National Security Negligence

The Wall Street Journal has published an article titled “China Expands Cyberspying in U.S., Report Says.”  The piece is based on a Northrup Grumman report commissioned by Congress and published on 9 October.  The Executive Summary of this document reads, in part:

Chinese military strategists have come to view information dominance as the precursor for overall success in a conflict. The growing importance of Information Warfare to China’s People’s Liberation Army is also driving it to develop more comprehensive computer network exploitation  techniques to support strategic intelligence collection objectives and to lay the foundation for success in potential future conflicts.

The US information targeted to date could potentially benefit a nation-state defense industry, space program, selected civilian high technology industries, foreign policymakers interested in US leadership thinking on key China issues, and foreign military planners building an intelligence picture of US defense networks, logistics, and related military capabilities that could be exploited during a crisis.

If Chinese operators are, indeed, responsible for even some of the current exploitation efforts targeting US Government and commercial networks, then they may have already demonstrated that they possess a mature and operationally proficient computer network operations capability.

From a national security perspective, this study in an indictment of China’s already successful (though intentionally limited) cyber warfare capabilities and, more distressing, this administration’s negligence.

I’ve written about the significance of cybersecurity in two other occasions; “Welcome to World War 3” and “Swing and Miss.”  In each I tried to introduce the grave dangers – the real threat – that exists on the world’s digital information grid.  It’s a threat that goes far beyond computer viruses or hacking into college administration servers.  And it’s a threat that comes from many more sources than China.

Other than commissioning a “60 day cyberspace policy review” that took twice as long as it’s name implies and the creation of the new CyberCommand, the Obama administration has not just done nothing, it has neglected a critical national security need.

Even so, CyberCommand was supposed to be officially operational last month, but initial operating capability as it’s called has not yet been achieved.  Lt. Col. Eric Butterbaugh of the DoD’s Public Affairs Office provided me with this response when asked for a reason for the delay:

“The command has not yet reached initial operating capability (IOC). Significant progress has been made since Secretary Gates’ decision to stand up the command, and we expect to reach initial operating capability in the near future.”

I won’t attempt to put words in Lt. Col. Butterbaugh’s correspondence, but I know enough to understand the forced politeness.  Something is holding it up and it ain’t technical.  It’s political.

But it doesn’t have to be like this.  Mellssa Hathaway was the White House’s Cybersecurity chief on the National Security Council – OK, Cyber Czar.  She resigned in August, almost three months ago,  As reported in the Wall Street Journal at the time,

People familiar with the matter said Ms. Hathaway has been “spinning her wheels” in the White House, where the president’s economic advisers sought to marginalize her politically.

The president is – once again – negligent when it comes to a critical issue of national security.  He doesn’t care. He has paid only lip (or teleprompter) service to the subject and reverted to his socialist domestic agenda. He is – once again – allowing politics to intrude on a critical national security.  He is incapable of focusing on more than one topic at a time. He is encouraging his ECONOMIC advisers to intrude on an essential aspect of national defense.

What good is health care reform if the Chinese (or Russians, Iranians, North Koreans, Muslim extremists, international crime organizations, hackers, etc) can invade our digital information resources and damage, destroy or steal the medical records of millions of Americans?

What good are stimulus funds for giant banks and financial houses if their vaults can be ransacked by adversaries half a world away?

How useful will it be for us to “go green” or reduce petroleum consumption if a foreign power can shut down America’s power plants and industrial infrastructure with strategic and coordinated keystrokes?

There is also precedent for hacking into news organizations and election authorities.  The news gets distorted enough as it is, imagine if an adversary either altered online information or denied access to it.

A REAL president would command.

A REAL president would recognize a threat to the nation and implement procedures and practices to defend against those threats.

Barack Obama is doing none of this.

Barack Obama – Community Activist In Chief – is no REAL president.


§ TASK REQUIREMENTS
Work out the number of lines in the listing below that include "tips", and answer with it alone.

§ DATA

▬▬▬

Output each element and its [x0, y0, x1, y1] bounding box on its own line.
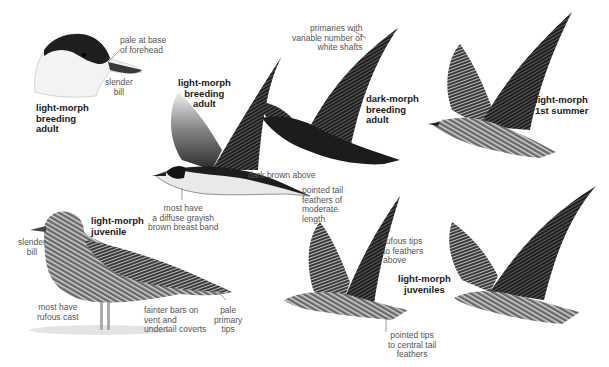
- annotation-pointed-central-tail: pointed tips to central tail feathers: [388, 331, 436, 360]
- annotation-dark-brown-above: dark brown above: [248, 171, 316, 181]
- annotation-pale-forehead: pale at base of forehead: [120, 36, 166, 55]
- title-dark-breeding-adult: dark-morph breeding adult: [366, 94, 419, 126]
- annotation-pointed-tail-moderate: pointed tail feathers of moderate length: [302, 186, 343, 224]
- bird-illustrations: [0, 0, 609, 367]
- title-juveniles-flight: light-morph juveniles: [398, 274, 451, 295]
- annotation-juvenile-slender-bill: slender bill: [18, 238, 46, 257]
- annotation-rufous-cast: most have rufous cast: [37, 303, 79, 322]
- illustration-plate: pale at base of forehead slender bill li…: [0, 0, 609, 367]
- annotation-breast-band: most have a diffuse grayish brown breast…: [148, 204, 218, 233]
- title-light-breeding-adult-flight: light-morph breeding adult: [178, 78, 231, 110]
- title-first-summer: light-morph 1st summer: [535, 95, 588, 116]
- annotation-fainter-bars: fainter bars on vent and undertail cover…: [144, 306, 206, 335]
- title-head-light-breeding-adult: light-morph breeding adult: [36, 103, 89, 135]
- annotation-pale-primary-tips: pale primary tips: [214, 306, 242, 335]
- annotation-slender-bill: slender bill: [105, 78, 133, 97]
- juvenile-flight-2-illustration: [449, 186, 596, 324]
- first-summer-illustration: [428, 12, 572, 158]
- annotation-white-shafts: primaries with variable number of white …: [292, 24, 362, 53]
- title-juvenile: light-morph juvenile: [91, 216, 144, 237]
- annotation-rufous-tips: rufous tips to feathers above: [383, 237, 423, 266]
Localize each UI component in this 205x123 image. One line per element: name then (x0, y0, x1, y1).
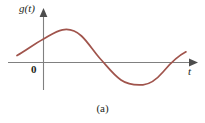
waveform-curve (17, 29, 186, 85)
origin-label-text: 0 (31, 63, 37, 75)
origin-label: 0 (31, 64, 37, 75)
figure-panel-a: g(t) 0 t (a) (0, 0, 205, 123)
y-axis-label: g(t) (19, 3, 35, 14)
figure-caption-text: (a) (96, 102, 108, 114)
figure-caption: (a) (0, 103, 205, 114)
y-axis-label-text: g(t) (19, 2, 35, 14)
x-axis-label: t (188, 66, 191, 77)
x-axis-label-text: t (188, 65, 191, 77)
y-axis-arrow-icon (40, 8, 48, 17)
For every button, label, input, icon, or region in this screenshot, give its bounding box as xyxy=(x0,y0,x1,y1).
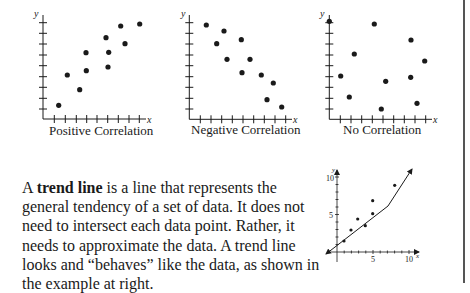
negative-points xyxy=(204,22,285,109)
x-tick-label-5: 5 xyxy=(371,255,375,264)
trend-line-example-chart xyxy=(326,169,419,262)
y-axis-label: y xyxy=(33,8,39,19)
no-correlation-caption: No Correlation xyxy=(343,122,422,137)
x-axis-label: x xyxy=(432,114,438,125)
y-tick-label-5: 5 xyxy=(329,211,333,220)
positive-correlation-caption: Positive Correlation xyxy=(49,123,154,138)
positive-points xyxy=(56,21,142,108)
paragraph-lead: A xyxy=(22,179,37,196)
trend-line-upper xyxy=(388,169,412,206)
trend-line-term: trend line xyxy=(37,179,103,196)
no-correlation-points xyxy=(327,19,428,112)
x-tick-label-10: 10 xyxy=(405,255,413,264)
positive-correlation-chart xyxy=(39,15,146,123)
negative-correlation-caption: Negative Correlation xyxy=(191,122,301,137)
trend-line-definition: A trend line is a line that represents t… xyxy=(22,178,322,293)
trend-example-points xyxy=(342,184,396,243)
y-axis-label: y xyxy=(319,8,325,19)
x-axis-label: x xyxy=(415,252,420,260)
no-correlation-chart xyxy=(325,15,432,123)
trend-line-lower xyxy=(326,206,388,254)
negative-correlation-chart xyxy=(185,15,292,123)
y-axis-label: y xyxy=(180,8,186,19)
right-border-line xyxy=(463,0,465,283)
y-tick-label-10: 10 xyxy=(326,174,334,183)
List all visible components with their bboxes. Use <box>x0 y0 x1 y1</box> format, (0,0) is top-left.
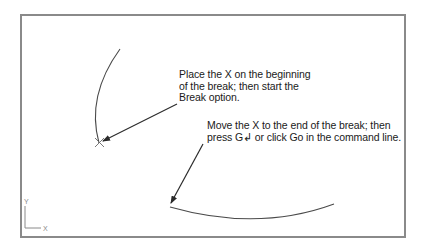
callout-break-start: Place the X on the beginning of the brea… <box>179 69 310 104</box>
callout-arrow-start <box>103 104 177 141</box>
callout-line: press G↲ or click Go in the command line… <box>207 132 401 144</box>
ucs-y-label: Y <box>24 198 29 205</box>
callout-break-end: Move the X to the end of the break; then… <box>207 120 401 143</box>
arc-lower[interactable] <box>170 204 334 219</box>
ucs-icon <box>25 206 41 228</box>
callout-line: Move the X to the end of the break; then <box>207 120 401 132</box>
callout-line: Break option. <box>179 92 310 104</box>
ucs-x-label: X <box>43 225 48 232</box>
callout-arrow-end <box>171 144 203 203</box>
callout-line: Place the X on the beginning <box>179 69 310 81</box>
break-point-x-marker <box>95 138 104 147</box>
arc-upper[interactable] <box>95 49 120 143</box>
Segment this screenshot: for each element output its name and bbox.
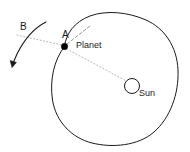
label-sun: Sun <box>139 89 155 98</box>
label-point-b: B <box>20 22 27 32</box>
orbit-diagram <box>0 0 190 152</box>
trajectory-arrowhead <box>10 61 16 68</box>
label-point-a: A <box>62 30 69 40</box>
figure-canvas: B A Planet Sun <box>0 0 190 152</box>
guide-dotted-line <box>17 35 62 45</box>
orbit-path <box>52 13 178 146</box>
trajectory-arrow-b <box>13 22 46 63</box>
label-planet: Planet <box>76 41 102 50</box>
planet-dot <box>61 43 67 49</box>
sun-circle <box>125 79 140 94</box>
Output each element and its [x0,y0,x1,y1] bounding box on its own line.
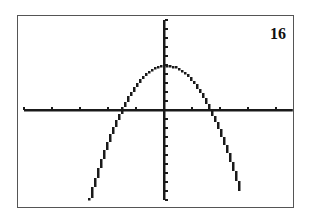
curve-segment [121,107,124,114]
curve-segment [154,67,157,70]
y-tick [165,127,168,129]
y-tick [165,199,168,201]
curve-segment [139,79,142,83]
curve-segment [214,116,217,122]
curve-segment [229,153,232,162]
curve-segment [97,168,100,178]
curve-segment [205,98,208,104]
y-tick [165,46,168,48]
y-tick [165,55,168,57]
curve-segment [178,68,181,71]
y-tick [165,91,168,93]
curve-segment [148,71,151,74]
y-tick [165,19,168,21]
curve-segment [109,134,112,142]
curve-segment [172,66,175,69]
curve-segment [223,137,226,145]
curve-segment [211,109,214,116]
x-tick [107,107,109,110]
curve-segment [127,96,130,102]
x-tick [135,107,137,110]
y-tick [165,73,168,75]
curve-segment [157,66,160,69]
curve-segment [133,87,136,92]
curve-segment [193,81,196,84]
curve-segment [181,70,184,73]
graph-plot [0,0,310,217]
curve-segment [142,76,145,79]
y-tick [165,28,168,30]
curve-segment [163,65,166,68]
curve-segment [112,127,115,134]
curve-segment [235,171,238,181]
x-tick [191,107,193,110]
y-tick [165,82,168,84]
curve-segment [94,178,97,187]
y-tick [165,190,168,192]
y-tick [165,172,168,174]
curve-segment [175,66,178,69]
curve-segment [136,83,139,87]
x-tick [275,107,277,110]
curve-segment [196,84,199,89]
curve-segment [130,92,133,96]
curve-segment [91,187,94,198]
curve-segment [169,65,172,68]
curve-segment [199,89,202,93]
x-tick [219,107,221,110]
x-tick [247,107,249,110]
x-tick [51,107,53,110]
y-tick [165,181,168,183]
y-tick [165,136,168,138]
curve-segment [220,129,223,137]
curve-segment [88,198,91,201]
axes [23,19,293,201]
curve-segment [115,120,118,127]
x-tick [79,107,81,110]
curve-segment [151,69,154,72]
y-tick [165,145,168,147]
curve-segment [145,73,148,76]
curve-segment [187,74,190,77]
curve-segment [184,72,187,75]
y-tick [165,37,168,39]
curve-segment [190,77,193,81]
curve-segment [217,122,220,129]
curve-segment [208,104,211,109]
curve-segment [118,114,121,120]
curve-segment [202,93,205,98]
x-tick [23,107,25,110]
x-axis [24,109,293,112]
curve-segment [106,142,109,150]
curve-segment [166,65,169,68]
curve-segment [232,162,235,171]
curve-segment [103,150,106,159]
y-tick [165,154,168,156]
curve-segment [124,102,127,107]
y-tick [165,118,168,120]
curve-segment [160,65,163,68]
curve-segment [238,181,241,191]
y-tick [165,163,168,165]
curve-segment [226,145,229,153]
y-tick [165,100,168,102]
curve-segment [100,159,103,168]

▬▬▬

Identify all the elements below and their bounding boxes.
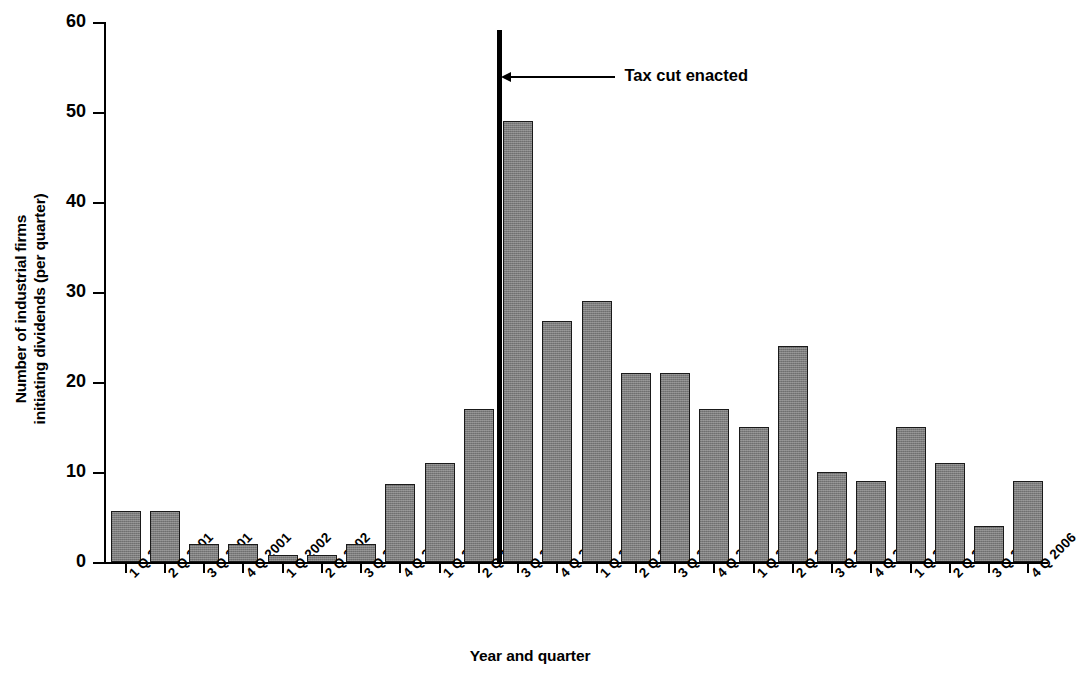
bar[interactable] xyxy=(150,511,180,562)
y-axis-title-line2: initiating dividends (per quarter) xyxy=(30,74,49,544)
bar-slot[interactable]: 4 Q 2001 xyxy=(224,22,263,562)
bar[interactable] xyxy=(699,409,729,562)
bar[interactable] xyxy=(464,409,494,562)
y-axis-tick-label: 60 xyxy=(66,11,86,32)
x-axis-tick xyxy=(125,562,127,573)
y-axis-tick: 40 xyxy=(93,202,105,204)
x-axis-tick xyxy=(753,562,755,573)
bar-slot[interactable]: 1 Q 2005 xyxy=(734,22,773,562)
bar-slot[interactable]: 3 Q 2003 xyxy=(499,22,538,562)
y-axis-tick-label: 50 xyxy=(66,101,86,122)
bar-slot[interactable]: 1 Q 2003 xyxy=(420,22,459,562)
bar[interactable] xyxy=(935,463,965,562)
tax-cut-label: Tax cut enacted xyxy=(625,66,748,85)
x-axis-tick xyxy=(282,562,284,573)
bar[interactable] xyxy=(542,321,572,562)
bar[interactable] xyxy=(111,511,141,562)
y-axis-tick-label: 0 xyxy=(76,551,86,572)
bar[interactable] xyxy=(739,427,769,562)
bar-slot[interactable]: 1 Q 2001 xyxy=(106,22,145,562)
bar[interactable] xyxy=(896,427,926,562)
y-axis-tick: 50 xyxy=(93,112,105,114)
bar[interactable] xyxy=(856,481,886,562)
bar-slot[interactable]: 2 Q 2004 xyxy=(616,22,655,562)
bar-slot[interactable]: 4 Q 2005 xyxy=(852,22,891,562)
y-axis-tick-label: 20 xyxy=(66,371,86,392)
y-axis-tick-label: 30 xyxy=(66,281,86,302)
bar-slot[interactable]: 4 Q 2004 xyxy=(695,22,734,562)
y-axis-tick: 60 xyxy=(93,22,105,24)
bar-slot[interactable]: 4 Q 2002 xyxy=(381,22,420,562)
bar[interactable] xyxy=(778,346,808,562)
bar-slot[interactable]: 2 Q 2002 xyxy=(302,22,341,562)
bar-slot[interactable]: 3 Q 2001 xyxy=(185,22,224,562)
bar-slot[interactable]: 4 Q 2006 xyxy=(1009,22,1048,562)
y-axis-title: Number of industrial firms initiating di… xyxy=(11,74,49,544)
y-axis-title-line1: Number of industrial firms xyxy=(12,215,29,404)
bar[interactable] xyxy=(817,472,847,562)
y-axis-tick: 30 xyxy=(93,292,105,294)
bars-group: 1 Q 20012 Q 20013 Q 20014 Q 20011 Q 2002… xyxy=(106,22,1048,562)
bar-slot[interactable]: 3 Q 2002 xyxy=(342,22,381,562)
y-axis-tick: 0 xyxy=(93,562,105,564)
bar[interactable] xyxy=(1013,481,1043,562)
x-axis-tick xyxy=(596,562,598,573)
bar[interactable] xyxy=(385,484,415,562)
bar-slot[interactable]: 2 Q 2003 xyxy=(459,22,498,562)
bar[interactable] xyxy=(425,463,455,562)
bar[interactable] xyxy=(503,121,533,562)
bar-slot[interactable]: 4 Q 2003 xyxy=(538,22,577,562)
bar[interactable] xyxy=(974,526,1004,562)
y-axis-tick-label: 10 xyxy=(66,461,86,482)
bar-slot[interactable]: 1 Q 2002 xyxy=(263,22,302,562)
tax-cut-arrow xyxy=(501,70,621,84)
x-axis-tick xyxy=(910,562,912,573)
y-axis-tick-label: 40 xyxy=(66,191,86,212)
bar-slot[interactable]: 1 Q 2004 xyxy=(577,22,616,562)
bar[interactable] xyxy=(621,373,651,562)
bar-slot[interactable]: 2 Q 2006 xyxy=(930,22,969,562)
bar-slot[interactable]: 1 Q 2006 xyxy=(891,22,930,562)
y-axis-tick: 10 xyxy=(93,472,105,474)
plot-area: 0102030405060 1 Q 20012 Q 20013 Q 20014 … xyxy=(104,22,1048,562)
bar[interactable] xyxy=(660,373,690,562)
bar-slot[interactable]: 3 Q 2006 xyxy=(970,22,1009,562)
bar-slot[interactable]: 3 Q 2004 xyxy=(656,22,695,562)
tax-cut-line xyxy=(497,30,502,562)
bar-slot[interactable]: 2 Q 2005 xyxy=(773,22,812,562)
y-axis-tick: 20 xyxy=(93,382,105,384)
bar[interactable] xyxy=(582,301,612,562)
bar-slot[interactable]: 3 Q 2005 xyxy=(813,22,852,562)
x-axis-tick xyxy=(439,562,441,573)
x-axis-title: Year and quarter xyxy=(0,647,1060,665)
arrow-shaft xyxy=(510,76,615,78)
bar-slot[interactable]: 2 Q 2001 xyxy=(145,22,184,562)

▬▬▬

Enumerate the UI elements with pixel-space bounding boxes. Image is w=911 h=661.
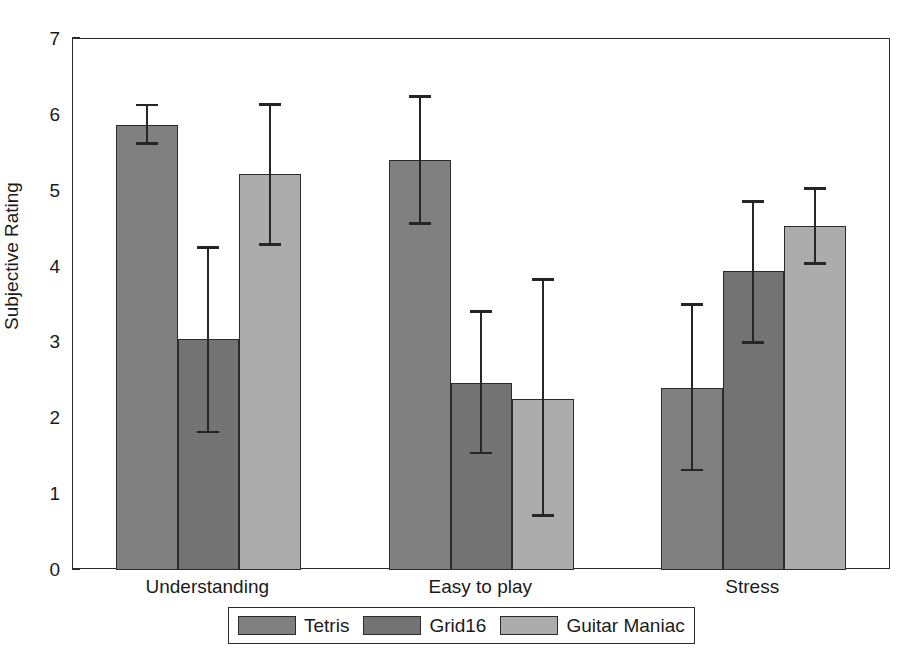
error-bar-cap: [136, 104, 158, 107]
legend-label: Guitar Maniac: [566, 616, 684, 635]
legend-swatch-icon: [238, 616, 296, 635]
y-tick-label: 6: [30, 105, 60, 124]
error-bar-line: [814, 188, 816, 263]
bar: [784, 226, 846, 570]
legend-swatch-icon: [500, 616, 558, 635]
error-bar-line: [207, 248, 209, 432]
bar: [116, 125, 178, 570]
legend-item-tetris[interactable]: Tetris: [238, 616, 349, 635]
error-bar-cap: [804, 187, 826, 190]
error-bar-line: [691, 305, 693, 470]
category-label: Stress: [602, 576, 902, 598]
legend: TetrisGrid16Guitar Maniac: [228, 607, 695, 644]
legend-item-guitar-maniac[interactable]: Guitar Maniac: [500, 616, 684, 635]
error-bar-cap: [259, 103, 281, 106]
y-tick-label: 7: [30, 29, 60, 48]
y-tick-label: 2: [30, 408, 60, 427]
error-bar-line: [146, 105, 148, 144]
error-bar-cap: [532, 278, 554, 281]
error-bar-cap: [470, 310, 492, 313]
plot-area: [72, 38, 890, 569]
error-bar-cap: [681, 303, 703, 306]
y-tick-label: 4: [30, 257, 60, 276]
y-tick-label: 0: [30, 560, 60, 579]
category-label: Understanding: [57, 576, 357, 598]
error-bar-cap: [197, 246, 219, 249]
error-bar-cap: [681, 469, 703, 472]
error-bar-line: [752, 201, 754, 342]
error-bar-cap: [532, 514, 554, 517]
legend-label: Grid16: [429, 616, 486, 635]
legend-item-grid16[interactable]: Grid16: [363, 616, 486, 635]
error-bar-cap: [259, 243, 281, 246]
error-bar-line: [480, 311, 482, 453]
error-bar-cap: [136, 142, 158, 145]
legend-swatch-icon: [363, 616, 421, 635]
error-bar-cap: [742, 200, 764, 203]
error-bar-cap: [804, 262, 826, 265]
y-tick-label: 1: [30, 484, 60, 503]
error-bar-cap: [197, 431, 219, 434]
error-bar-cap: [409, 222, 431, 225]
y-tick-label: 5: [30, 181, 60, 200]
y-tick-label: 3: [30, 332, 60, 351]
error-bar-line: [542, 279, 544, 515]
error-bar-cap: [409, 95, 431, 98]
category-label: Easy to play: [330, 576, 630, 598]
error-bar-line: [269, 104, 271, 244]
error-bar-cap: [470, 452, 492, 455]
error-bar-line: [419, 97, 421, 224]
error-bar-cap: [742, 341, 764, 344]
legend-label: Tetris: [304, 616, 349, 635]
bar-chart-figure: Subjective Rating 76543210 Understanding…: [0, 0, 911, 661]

▬▬▬

§ EXERCISE ANSWER
3